This is a specific conversation about GPS pet trackers — peace of mind if they escape — ask about yours and get one honest answer for your exact situation.
inparticular.ai
GPS trackers are genuinely worth it for dogs with strong prey drives or off-lead habits — and Pointers absolutely fit that profile — and they work reasonably well on cats too, though cats are trickier given they roam unpredictably and hate wearing anything bulky. That said, you can absolutely cover both species, you just need to know going in that it means separate devices and separate subscriptions, and the experience differs a bit between dog and cat. Before I point you in a direction: is your Pointer mostly off-lead in the countryside, or is escape from the garden the bigger worry? And are the cats indoor-outdoor, or do they go out unsupervised?
The Pointer is walked off-lead on farmland most days — he has a solid recall but occasionally locks onto a scent and just disappears. The cats are indoor-outdoor and we back onto fields, so they wander. All three are microchipped. I'd love one app if possible.
inparticular.ai
That makes a lot of sense. A Pointer in scent-lock mode on farmland is exactly the use case GPS trackers are built for — real-time location while you're standing in a muddy field shouting his name is genuinely useful. For the cats, the main thing to know is that the tracker adds a bit of weight, so it suits medium-to-large cats better than small ones, and battery life is shorter when the cat is moving around constantly. With all of that in mind — what do your cats weigh roughly, and are they reasonably tolerant of wearing a collar attachment?

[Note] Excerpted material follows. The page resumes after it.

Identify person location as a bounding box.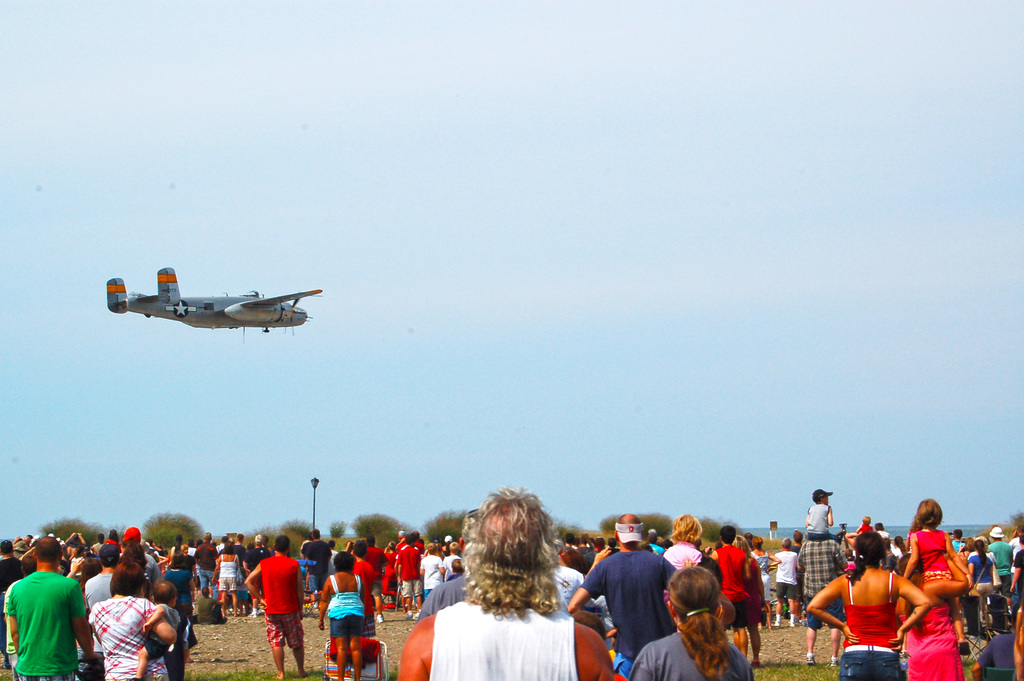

Both cats are pretty robust — one is about 5kg, the other closer to 4kg. They wear collars already so they're used to something being there. One app covering everything would be ideal, I don't want three separate subscriptions.
inparticular.ai
Right — the answer here is Tractive GPS, and specifically one Tractive DOG tracker for the Pointer and two Tractive CAT trackers for the cats. The cat version is lighter and has a slightly different form factor, which matters at 4–5kg. Crucially, all three devices run through the same Tractive app, and Tractive offer a family plan that covers multiple devices under one subscription rather than paying three separate fees — that's almost certainly the tidiest solution available for a mixed household right now. For your Pointer on farmland, the live tracking updates every few seconds in active mode and the app shows your position alongside his, which is exactly what you want when he's 800 metres away in a wheat field. For the cats, the activity monitoring and virtual boundary alerts are the most useful features day-to-day. The one honest caveat: Tractive runs on mobile network coverage, so if your farmland walks are in a genuinely remote area with no signal, it'll lose accuracy. Worth checking your usual walking spots on a signal checker before you commit.
That sounds exactly right. Is the family plan much cheaper than three individual subscriptions?
inparticular.ai
Yes, meaningfully so — the Tractive family plan covers up to 10 devices and works out significantly cheaper per device than running individual subscriptions. The exact pricing shifts with promotions, but as a rule of thumb you're looking at roughly half the per-device cost compared to three separate plans. I'd buy the hardware on Amazon UK and then set up the family plan directly through the Tractive app or website when you activate — that way you get the best available deal rather than whatever's bundled at point of sale. One DOG tracker for the Pointer, two CAT trackers for your cats, one app, one subscription tier. That's the cleanest setup for what you're describing.
Perfect, that's really helpful. I'll go with that.
inparticular.ai
Good call. The Pointer use case is strong — off-lead farmland with a scenthound brain is exactly when having live GPS earns its keep. The cats are a bonus on top. Just activate all three under the family plan from day one and you're set. Hope he stays findable.